Friday, June 29, 2007

Cornerstone: The Rasp by Philip MacDonald.

I thought I would devote part of this summer to catching up on the books I've missed on the Haycraft-Queen Cornerstone list---those mysteries published between 1748 and 1952 that were deemed essential by Howard Haycraft and Frederic Dannay. To date, I've read 34 works on the list.

I've been intrigued by the work of Scottish writer Philip MacDonald (1899-1981) since I saw the 1956 film Twenty-Three Paces to Baker Street (which features Van Johnson as a blind playwright who overhears a kidnapping plot). MacDonald, grandson of writer George MacDonald, is probably best known for the Edgar-nominated The List of Adrian Messenger (1959), but two of his other works appear on the Cornerstone list: The Rasp (1924) and The Nursemaid Who Disappeared (aka Warrant for X, 1938, the basis for Twenty-Three Paces to Baker Street).

The Rasp introduces the "hawky" Anthony Ruthven Gethryn, a former WWI secret agent, who looks into the murder of a cabinet minister. The hulking secretary is arrested, as his fingerprints were found on the murder weapon (a wood-rasp, a tool used in furniture making), and the grandfather clock was obligingly stopped to provide the time of the murder. Or does it? Gethryn is suspicious of the obvious clues.

The book poses some challenges for the modern reader, in a lengthy chapter of exposition as Gethryn explains his process for uncovering the murderer, and in the portrayal of two female characters who are presented as the epitome of competence until relatively minor circumstances cause them to change into quivering blobs of gelatin, and the male characters pat them on their collective heads. However, Gethryn is more than a dilettante amateur detective; hints of nasty goings-on during the war point to a need to atone through private investigation, while phrases such as "some cold, dark beastliness brooded everywhere" show an awareness of the dirtiness of the job.
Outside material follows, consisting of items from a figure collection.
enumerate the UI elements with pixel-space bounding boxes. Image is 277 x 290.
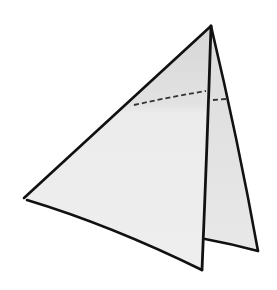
back-flap [205,26,258,251]
front-face [24,26,211,270]
diagram-canvas [0,0,277,290]
folded-paper-diagram [0,0,277,290]
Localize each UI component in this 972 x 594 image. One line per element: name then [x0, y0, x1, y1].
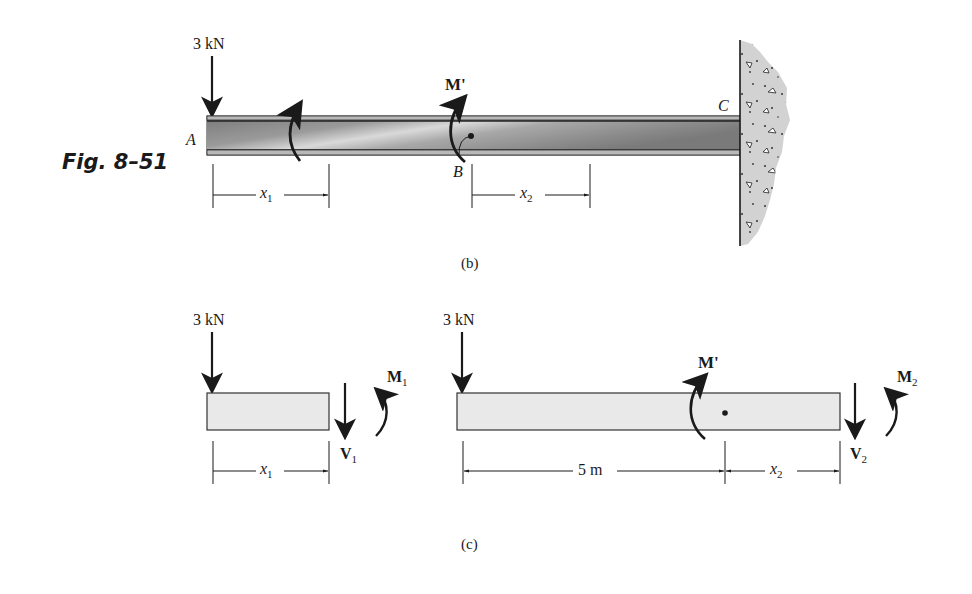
moment-arrow-m2 [886, 390, 897, 436]
fbd-segment-left [207, 393, 329, 430]
moment-arrow-m1 [376, 390, 387, 436]
load-label-c-right: 3 kN [443, 311, 475, 329]
point-a-label: A [186, 131, 196, 149]
moment-label-m2: M2 [897, 368, 918, 388]
m2-var: M [897, 368, 912, 385]
dim-x2-label-c: x2 [770, 460, 783, 480]
m2-sub: 2 [912, 376, 918, 388]
dim-x1-sub-b: 1 [267, 192, 273, 204]
dimension-5m [463, 441, 840, 484]
shear-label-v1: V1 [340, 445, 357, 465]
dim-x2-sub-b: 2 [527, 192, 533, 204]
dim-x2-label-b: x2 [520, 184, 533, 204]
caption-b: (b) [461, 255, 479, 272]
fbd-segment-right [457, 393, 840, 430]
point-b-marker-c [722, 410, 728, 416]
part-c-left-fbd [207, 332, 387, 484]
v1-sub: 1 [352, 453, 358, 465]
shear-label-v2: V2 [850, 445, 867, 465]
dim-x1-label-b: x1 [260, 184, 273, 204]
v2-sub: 2 [862, 453, 868, 465]
m1-sub: 1 [402, 376, 408, 388]
dim-x1-label-c: x1 [260, 460, 273, 480]
dim-x2-sub-c: 2 [777, 468, 783, 480]
point-c-label: C [718, 97, 729, 115]
moment-label-mprime-c: M' [698, 353, 719, 373]
figure-label: Fig. 8–51 [62, 150, 168, 174]
point-b-label: B [453, 163, 463, 181]
v1-var: V [340, 445, 352, 462]
load-label-b: 3 kN [193, 35, 225, 53]
part-c-right-fbd [457, 332, 897, 484]
diagram-canvas: Fig. 8–51 3 kN M' A B C x1 x2 (b) 3 kN M… [0, 0, 972, 594]
v2-var: V [850, 445, 862, 462]
dim-5m-label: 5 m [578, 461, 602, 479]
caption-c: (c) [461, 536, 478, 553]
part-b-diagram [207, 40, 790, 246]
m1-var: M [387, 368, 402, 385]
load-label-c-left: 3 kN [193, 311, 225, 329]
moment-label-m1: M1 [387, 368, 408, 388]
moment-label-b: M' [445, 75, 466, 95]
fixed-wall-support [740, 40, 790, 246]
dim-x1-sub-c: 1 [267, 468, 273, 480]
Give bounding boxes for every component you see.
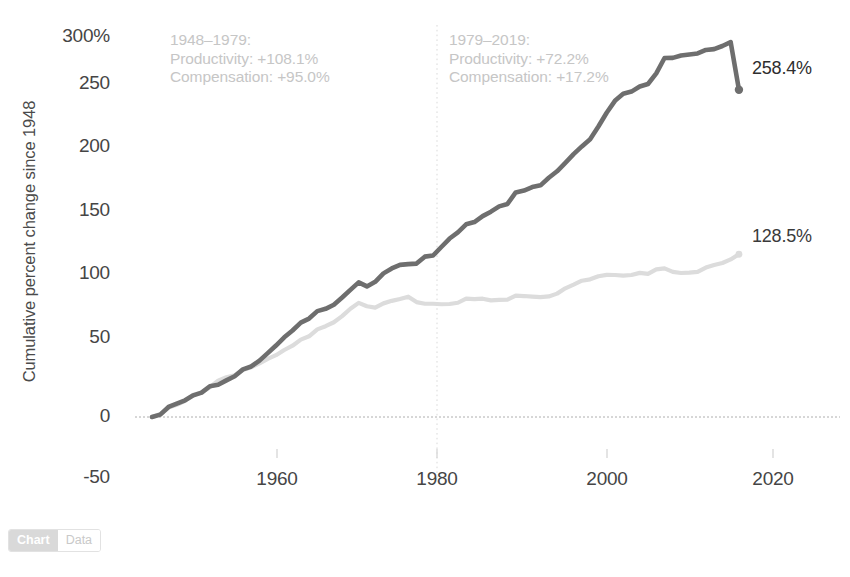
productivity-end-point <box>735 85 743 93</box>
compensation-line <box>152 254 739 417</box>
toggle-data-button[interactable]: Data <box>58 530 100 551</box>
productivity-line <box>152 42 739 417</box>
toggle-chart-button[interactable]: Chart <box>9 530 58 551</box>
axis-ticks <box>277 449 773 458</box>
view-toggle[interactable]: Chart Data <box>8 529 101 552</box>
plot-area <box>0 0 850 577</box>
chart-container: Cumulative percent change since 1948 300… <box>0 0 850 577</box>
compensation-end-point <box>736 251 743 258</box>
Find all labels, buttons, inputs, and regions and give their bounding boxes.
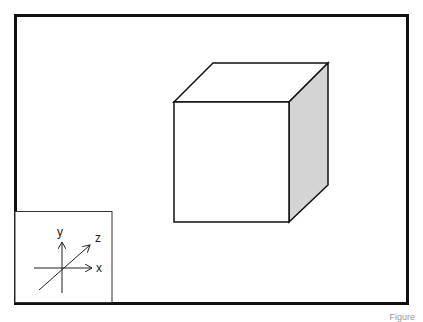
cube-front-face bbox=[174, 102, 289, 222]
z-axis-label: z bbox=[95, 231, 101, 245]
axes-inset-box bbox=[15, 212, 112, 303]
figure-caption: Figure bbox=[389, 312, 415, 322]
axes-inset: x y z bbox=[15, 212, 112, 303]
diagram-canvas: x y z bbox=[0, 0, 423, 322]
y-axis-label: y bbox=[57, 225, 63, 239]
x-axis-label: x bbox=[96, 261, 102, 275]
cube bbox=[174, 63, 328, 222]
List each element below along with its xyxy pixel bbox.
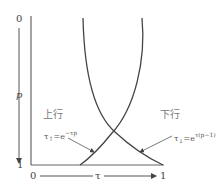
tau-axis-right-tick: 1 bbox=[160, 171, 166, 181]
eq-rest: =e bbox=[183, 134, 194, 143]
upward-equation: τ↑=e−τp bbox=[44, 128, 77, 144]
downward-equation: τ↓=eτ(p−1) bbox=[174, 130, 216, 146]
p-axis-top-tick: 0 bbox=[16, 14, 22, 24]
curve-upward bbox=[80, 18, 143, 165]
tau-axis-left-tick: 0 bbox=[30, 171, 36, 181]
upward-label: 上行 bbox=[43, 110, 63, 120]
eq-sup: −τp bbox=[65, 129, 77, 136]
p-axis-label: p bbox=[16, 90, 22, 100]
tau-axis-label: τ bbox=[95, 171, 101, 181]
pointer-down-label bbox=[140, 136, 172, 152]
downward-label: 下行 bbox=[160, 110, 180, 120]
curve-downward bbox=[83, 18, 163, 165]
diagram-canvas bbox=[0, 0, 222, 189]
eq-rest: =e bbox=[53, 132, 64, 141]
eq-sup: τ(p−1) bbox=[195, 131, 216, 138]
p-axis-bottom-tick: 1 bbox=[17, 160, 23, 170]
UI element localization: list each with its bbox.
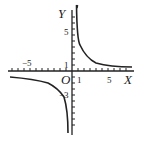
tick-label-x-neg5: −5	[22, 58, 32, 68]
curve-branch-upper-right	[77, 5, 133, 67]
tick-label-y-1: 1	[64, 60, 69, 70]
tick-label-y-5: 5	[64, 27, 69, 37]
tick-label-x-1: 1	[77, 75, 82, 85]
origin-label: O	[61, 72, 71, 87]
hyperbola-graph: Y X O −5 1 5 5 1 −3	[0, 0, 144, 147]
tick-label-y-neg3: −3	[59, 90, 69, 100]
curve-branch-lower-left	[10, 77, 68, 133]
y-axis-label: Y	[58, 6, 67, 21]
x-axis-label: X	[123, 72, 133, 87]
tick-label-x-5: 5	[107, 75, 112, 85]
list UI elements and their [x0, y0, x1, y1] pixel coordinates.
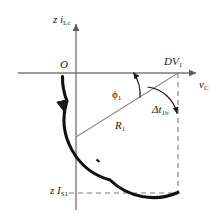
diagram-canvas	[0, 0, 222, 217]
dv1-label-sub: 1	[179, 61, 183, 69]
z-is1-label-sub: S1	[61, 190, 68, 198]
dashed-construction-group	[69, 73, 178, 193]
delta-t1b-label-sub: 1b	[162, 109, 169, 117]
phi1-angle-label: ϕ1	[112, 89, 121, 102]
radius-label-base: R	[115, 119, 122, 131]
y-axis-label: z iLc	[53, 14, 71, 27]
dv1-label: DV1	[164, 56, 182, 69]
z-is1-label-base: z I	[50, 184, 61, 196]
y-axis-label-sub: Lc	[63, 19, 70, 27]
state-plane-figure: z iLc vC O DV1 ϕ1 Δt1b R1 z IS1	[0, 0, 222, 217]
z-is1-label: z IS1	[50, 185, 68, 198]
dv1-label-base: DV	[164, 55, 179, 67]
y-axis-label-base: z i	[53, 13, 63, 25]
radius-r1-label: R1	[115, 120, 125, 133]
radius-label-sub: 1	[122, 125, 126, 133]
delta-t1b-angle-label: Δt1b	[152, 104, 169, 117]
x-axis-label-sub: C	[204, 84, 209, 92]
x-axis-label: vC	[199, 79, 209, 92]
delta-t1b-label-base: Δt	[152, 103, 162, 115]
angle-arc-phi1	[134, 73, 141, 98]
origin-label: O	[60, 59, 68, 70]
phi1-label-sub: 1	[118, 94, 122, 102]
trajectory-midpoint-tick	[97, 160, 100, 163]
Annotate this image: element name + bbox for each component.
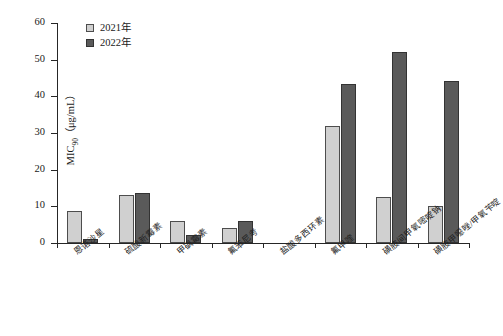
x-axis-tick xyxy=(109,243,110,248)
bar-2021 xyxy=(376,197,391,243)
legend: 2021年 2022年 xyxy=(86,20,131,50)
legend-label-2022: 2022年 xyxy=(100,35,131,50)
bar-2021 xyxy=(119,195,134,243)
y-axis-tick-label: 50 xyxy=(5,54,45,64)
y-axis-tick-label: 20 xyxy=(5,164,45,174)
bars-layer xyxy=(57,23,469,243)
bar-2021 xyxy=(325,126,340,243)
bar-2021 xyxy=(170,221,185,243)
y-axis-tick-label: 10 xyxy=(5,200,45,210)
x-axis-tick xyxy=(160,243,161,248)
x-axis-tick xyxy=(366,243,367,248)
x-axis-tick xyxy=(212,243,213,248)
legend-item-2022: 2022年 xyxy=(86,35,131,50)
legend-item-2021: 2021年 xyxy=(86,20,131,35)
y-axis-tick-label: 40 xyxy=(5,90,45,100)
x-axis-tick xyxy=(57,243,58,248)
legend-swatch-icon-2021 xyxy=(86,24,94,32)
legend-label-2021: 2021年 xyxy=(100,20,131,35)
x-axis-tick xyxy=(418,243,419,248)
bar-2021 xyxy=(67,211,82,243)
y-axis-tick-label: 0 xyxy=(5,237,45,247)
y-axis-tick-label: 30 xyxy=(5,127,45,137)
legend-swatch-icon-2022 xyxy=(86,39,94,47)
y-axis-tick-label: 60 xyxy=(5,17,45,27)
bar-2022 xyxy=(341,84,356,243)
x-axis-tick xyxy=(315,243,316,248)
bar-2022 xyxy=(444,81,459,243)
x-axis-tick xyxy=(263,243,264,248)
x-axis-tick xyxy=(469,243,470,248)
bar-2022 xyxy=(392,52,407,243)
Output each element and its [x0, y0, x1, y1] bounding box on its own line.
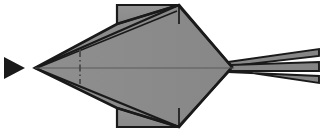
origami-diagram: Origami folded model - top view — [0, 0, 324, 133]
origami-figure-container: Origami folded model - top view — [0, 0, 324, 133]
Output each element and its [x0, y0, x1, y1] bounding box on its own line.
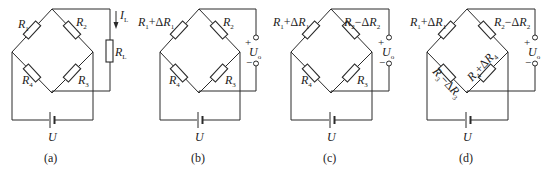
- source-label-b: U: [195, 130, 205, 144]
- caption-c: (c): [323, 151, 336, 165]
- source-label-a: U: [48, 130, 58, 144]
- caption-a: (a): [44, 151, 57, 165]
- svg-text:RL: RL: [114, 45, 127, 61]
- terminal-plus: [387, 35, 392, 40]
- terminal-plus: [533, 35, 538, 40]
- svg-text:R1+ΔR1: R1+ΔR1: [137, 15, 175, 31]
- terminal-minus: [533, 61, 538, 66]
- load-resistor: [106, 40, 113, 62]
- svg-text:IL: IL: [119, 8, 128, 24]
- svg-text:R3: R3: [224, 73, 236, 89]
- svg-text:R2−ΔR2: R2−ΔR2: [493, 15, 531, 31]
- svg-text:R1: R1: [17, 17, 29, 33]
- panel-d: R1+ΔR1 R2−ΔR2 R3−ΔR3 R4+ΔR4 + Uo − U (d): [409, 9, 541, 165]
- caption-d: (d): [459, 151, 473, 165]
- terminal-minus: [387, 61, 392, 66]
- svg-text:R1+ΔR1: R1+ΔR1: [272, 15, 310, 31]
- panel-c: R1+ΔR1 R2−ΔR2 R4 R3 + Uo − U (c): [272, 9, 395, 165]
- terminal-minus: [254, 61, 259, 66]
- svg-text:−: −: [246, 56, 252, 68]
- svg-text:−: −: [525, 56, 531, 68]
- bridge-circuits-figure: R1 R2 R4 R3 RL IL U (a) R1+ΔR1 R2 R4 R3 …: [0, 0, 547, 176]
- terminal-plus: [254, 35, 259, 40]
- svg-text:R2: R2: [75, 15, 87, 31]
- svg-text:R2: R2: [222, 15, 234, 31]
- panel-b: R1+ΔR1 R2 R4 R3 + Uo − U (b): [137, 9, 262, 165]
- svg-text:−: −: [379, 56, 385, 68]
- panel-a: R1 R2 R4 R3 RL IL U (a): [12, 8, 128, 165]
- svg-text:R3: R3: [77, 73, 89, 89]
- caption-b: (b): [191, 151, 205, 165]
- source-label-c: U: [327, 130, 337, 144]
- source-label-d: U: [463, 130, 473, 144]
- svg-text:R2−ΔR2: R2−ΔR2: [343, 15, 381, 31]
- svg-text:R1+ΔR1: R1+ΔR1: [409, 15, 447, 31]
- svg-text:R3: R3: [356, 73, 368, 89]
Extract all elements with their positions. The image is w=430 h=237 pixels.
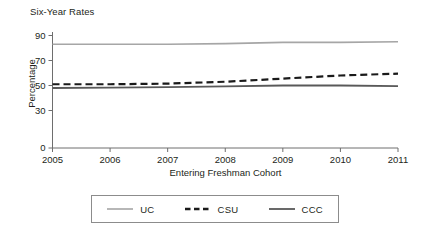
legend-swatch-uc [107, 205, 133, 213]
legend-swatch-csu [185, 205, 211, 213]
legend-label: UC [140, 204, 154, 215]
x-axis-label: Entering Freshman Cohort [53, 167, 398, 178]
series-line-csu [53, 74, 399, 85]
plot-area: 0305070902005200620072008200920102011 [0, 0, 430, 170]
legend-item-ccc: CCC [269, 204, 323, 215]
data-series-layer [53, 42, 399, 88]
legend-item-uc: UC [107, 204, 154, 215]
x-tick-label: 2007 [157, 154, 178, 165]
legend: UCCSUCCC [91, 195, 339, 223]
axis-lines [53, 32, 399, 148]
legend-label: CSU [218, 204, 239, 215]
y-tick-label: 70 [35, 55, 46, 66]
x-tick-label: 2008 [215, 154, 236, 165]
y-tick-label: 50 [35, 80, 46, 91]
axis-ticks [49, 36, 399, 153]
x-tick-label: 2010 [330, 154, 351, 165]
legend-label: CCC [302, 204, 323, 215]
legend-item-csu: CSU [185, 204, 239, 215]
y-tick-label: 30 [35, 105, 46, 116]
x-tick-label: 2006 [100, 154, 121, 165]
series-line-ccc [53, 86, 399, 89]
axis-tick-labels: 0305070902005200620072008200920102011 [35, 30, 408, 165]
series-line-uc [53, 42, 399, 45]
x-tick-label: 2009 [272, 154, 293, 165]
x-tick-label: 2005 [42, 154, 63, 165]
y-tick-label: 0 [40, 142, 45, 153]
chart-figure: Six-Year Rates Percentage 03050709020052… [0, 0, 430, 237]
y-tick-label: 90 [35, 30, 46, 41]
legend-swatch-ccc [269, 205, 295, 213]
x-tick-label: 2011 [388, 154, 408, 165]
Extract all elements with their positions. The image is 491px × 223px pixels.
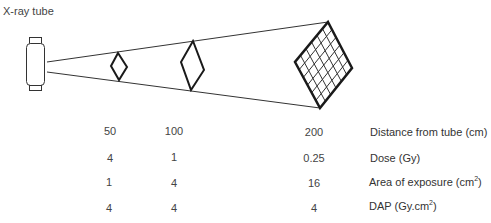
value-dose-200: 0.25 — [294, 152, 334, 164]
value-area-50: 1 — [89, 176, 129, 188]
value-dap-100: 4 — [154, 202, 194, 214]
exposure-area-50cm — [111, 53, 127, 80]
row-label-distance: Distance from tube (cm) — [370, 126, 487, 138]
value-distance-100: 100 — [154, 125, 194, 137]
value-dap-50: 4 — [89, 202, 129, 214]
xray-tube-icon — [27, 38, 45, 91]
row-label-dap: DAP (Gy.cm2) — [369, 200, 437, 212]
exposure-area-200cm-grid — [295, 22, 352, 108]
value-dap-200: 4 — [294, 202, 334, 214]
exposure-area-100cm — [181, 41, 204, 90]
value-area-100: 4 — [154, 177, 194, 189]
value-area-200: 16 — [294, 177, 334, 189]
value-dose-100: 1 — [154, 151, 194, 163]
row-label-dose: Dose (Gy) — [370, 152, 420, 164]
value-distance-50: 50 — [90, 125, 130, 137]
row-label-area: Area of exposure (cm2) — [369, 176, 482, 188]
xray-tube-label: X-ray tube — [3, 5, 54, 17]
xray-beam-diagram — [0, 0, 491, 223]
value-dose-50: 4 — [90, 152, 130, 164]
beam-lines — [47, 22, 328, 108]
value-distance-200: 200 — [294, 126, 334, 138]
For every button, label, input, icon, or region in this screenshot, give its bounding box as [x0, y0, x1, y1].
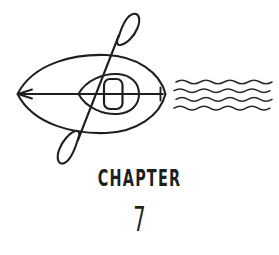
chapter-opener-page: CHAPTER 7 — [0, 0, 279, 255]
paddle-blade-lower-icon — [58, 131, 80, 164]
paddle-blade-upper-icon — [117, 14, 139, 45]
kayak-illustration — [0, 0, 279, 255]
water-waves-icon — [174, 80, 272, 110]
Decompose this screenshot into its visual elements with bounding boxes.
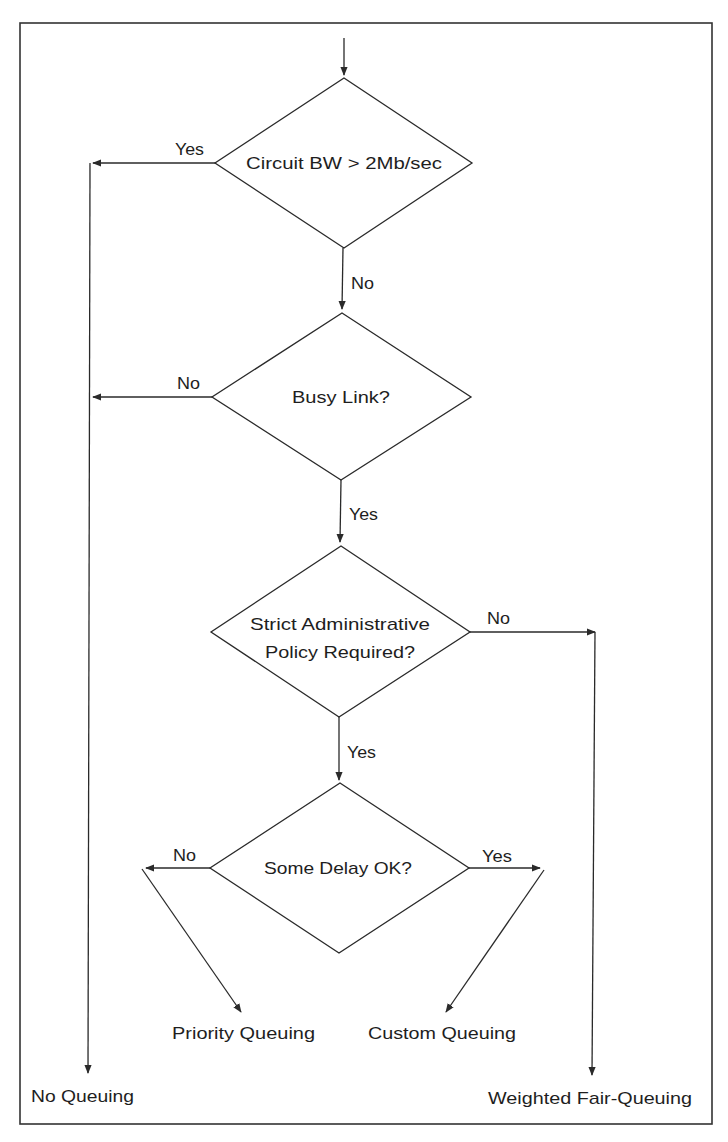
decision-busy-link-label: Busy Link?	[292, 388, 390, 407]
edge-label-some-delay-no: No	[173, 846, 196, 865]
decision-strict-policy-label-line2: Policy Required?	[265, 643, 415, 662]
edge-circuit-bw-no	[342, 248, 343, 309]
edge-label-strict-policy-no: No	[487, 609, 510, 628]
edge-label-strict-policy-yes: Yes	[347, 743, 376, 762]
outcome-custom-queuing: Custom Queuing	[368, 1024, 516, 1043]
decision-circuit-bw-label: Circuit BW > 2Mb/sec	[246, 154, 443, 173]
edge-to-weighted-fair-queuing	[592, 632, 595, 1075]
queuing-decision-flowchart: Circuit BW > 2Mb/sec Yes No Busy Link? N…	[0, 0, 728, 1142]
edge-to-priority-queuing	[142, 869, 241, 1012]
decision-some-delay-label: Some Delay OK?	[264, 859, 412, 878]
edge-to-custom-queuing	[446, 870, 544, 1012]
edge-to-no-queuing	[88, 163, 90, 1073]
outcome-priority-queuing: Priority Queuing	[172, 1024, 315, 1043]
edge-label-some-delay-yes: Yes	[482, 847, 512, 866]
decision-strict-policy-label-line1: Strict Administrative	[250, 615, 430, 634]
edge-busy-link-yes	[340, 480, 341, 542]
edge-label-busy-link-no: No	[177, 374, 200, 393]
edge-label-circuit-bw-yes: Yes	[175, 140, 204, 159]
edge-label-circuit-bw-no: No	[351, 274, 374, 293]
outcome-no-queuing: No Queuing	[31, 1087, 134, 1106]
edge-label-busy-link-yes: Yes	[349, 505, 378, 524]
outcome-weighted-fair-queuing: Weighted Fair-Queuing	[488, 1089, 692, 1108]
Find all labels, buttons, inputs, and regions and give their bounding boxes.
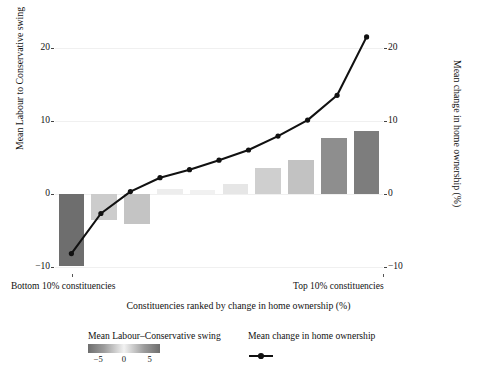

MacDonald has a facility for the well-turned phrase and a healthy sense of humor, as seen in the description of the newspaper editor Hastings as "looking, as a woman once said of him, rather like a stalwart and handsome chicken."

MacDonald once said, "The ideal detective story is a sort of competition between the author and the reader." I have to admit that I guessed the perpetrator, but the character of Gethryn, the dissection of the seemingly open-and-shut case, and some sudden turns make The Rasp an enjoyable read.